‘About the servitor,’ she had said. ‘I’m grateful, thank you. It was a help.’
But the ship had said nothing.
What she found from then on, however, was that the servitors were always there to help her when they could. If her intentions could be guessed, the machines would race ahead to bring the tools or equipment she needed. If it was a long job, a servitor would even bring her food and water, transported from one of the functioning dispensaries. If she asked the ship directly to bring her something, it never happened. But if she stated her needs aloud, as if talking to herself, then the ship seemed willing to oblige. It could not always help her, but she had the distinct impression that it was doing its best.
She wondered if she was wrong, whether perhaps it was not John Brannigan who was haunting her, but some markedly lower-level intelligence. Perhaps the reason that the ship was keen to serve her was that its mind was only as complex as a servitor’s, infected with the same obedient routines. Perhaps when she addressed her thoughts directly to Brannigan, talking to him as if he listened, she was imagining more intelligence present than was really the case.
Then the cigarettes had turned up.
She had not asked for them, nor even suspected that there was another hoard of them to be found anywhere on the ship now that she had exhausted the last of her personal supply. She had examined them with curiosity and suspicion. They looked as if they had been manufactured by one of the trading colonies that the ship had dealt with decades ago. They did not appear to have been made by the ship itself, from local raw materials. They smelt too good for that. When she lit one of them up and smoked it to a stub, it tasted too good as well. She had smoked another one, and that had also tasted fine.
‘Where did you find these?’ she asked. ‘Where in the name of…’ She inhaled again, filling her lungs for the first time in weeks with something other than the taste of shipboard air. ‘Never mind. I don’t need to know. I’m grateful.’
From then on there had been no doubt in her mind: Brannigan was with her. Only another member of the crew could have known about her cigarette habit. No machine would have thought to bring her an offering like that, no matter how deeply ingrained its instinct for servility. So the ship must have wanted to make peace.
Progress had been slow since then.
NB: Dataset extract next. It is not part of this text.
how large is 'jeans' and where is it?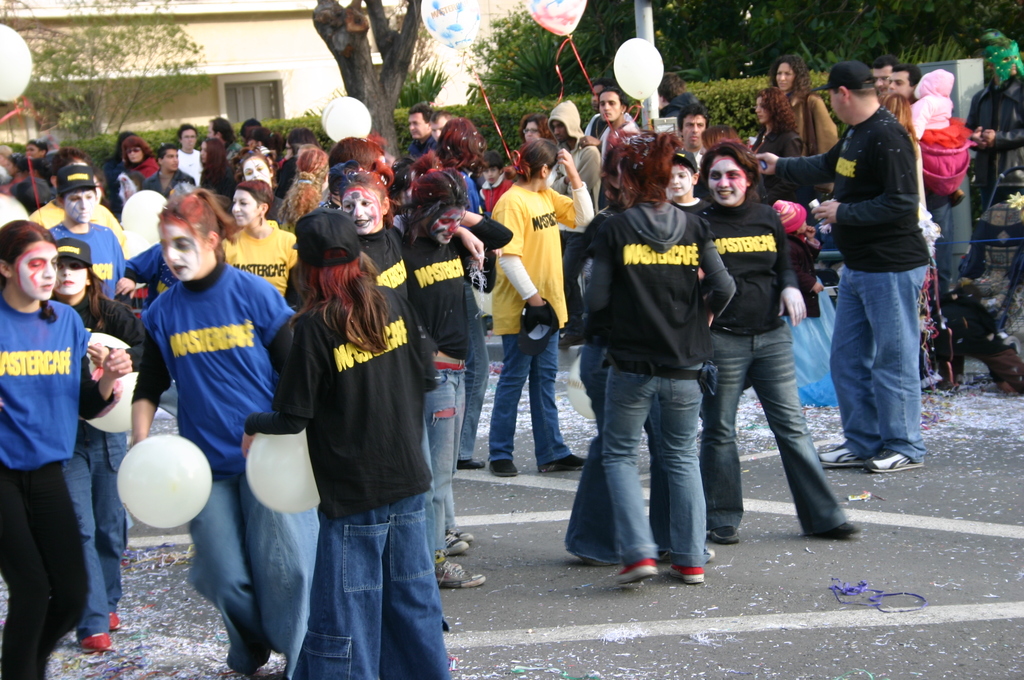
Bounding box: 470 280 488 464.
Now and then something had happened which had forced the ship back into its shell, the servitors shutting down and refusing to help her for days on end. It sometimes happened after she had been talking to the Captain too freely, trying to coax him out of his silence with cod-psychology. She was not good at psychology, she reflected ruefully. This whole horrible mess had begun when her experiments with Gunnery Officer Nagorny had driven him insane. If that hadn’t happened, there would have been no need to recruit Khouri, and everything might have been different…
Afterwards, when shipboard life returned to a kind of normality and the servitors again did her bidding, she would be very careful what she did and said. Weeks would go by without her making any overt attempts at communication. But she would always try again, building up slowly to another catatonic episode. She persisted because she had the impression that she was making small but measurable progress between each crash.
The last crash had not happened until six weeks after Khouri’s visit. The catatonic state had persisted for an unprecedented eight weeks after that. Another ten weeks had passed since then, and only now was she ready to risk another crash.
‘Captain… listen to me,’ she said. ‘I’ve tried to reach you many times, and I think once or twice I’ve succeeded and that you’ve been fully cognisant of what I’m saying. But you haven’t been ready to answer. I understand; I truly do. But now there’s something I
‘Perhaps,’ she continued, ‘you already know of it. I know you have synaptic pathways to the hull sensors and cameras. What I don’t know is how well you can interpret those data streams. After all, you weren’t born to do it. It must be strange, even for you, to see the universe through the eyes and ears of a four-kilometre-long machine. But you always were an adaptable bastard. My guess is you’ll figure it out eventually.’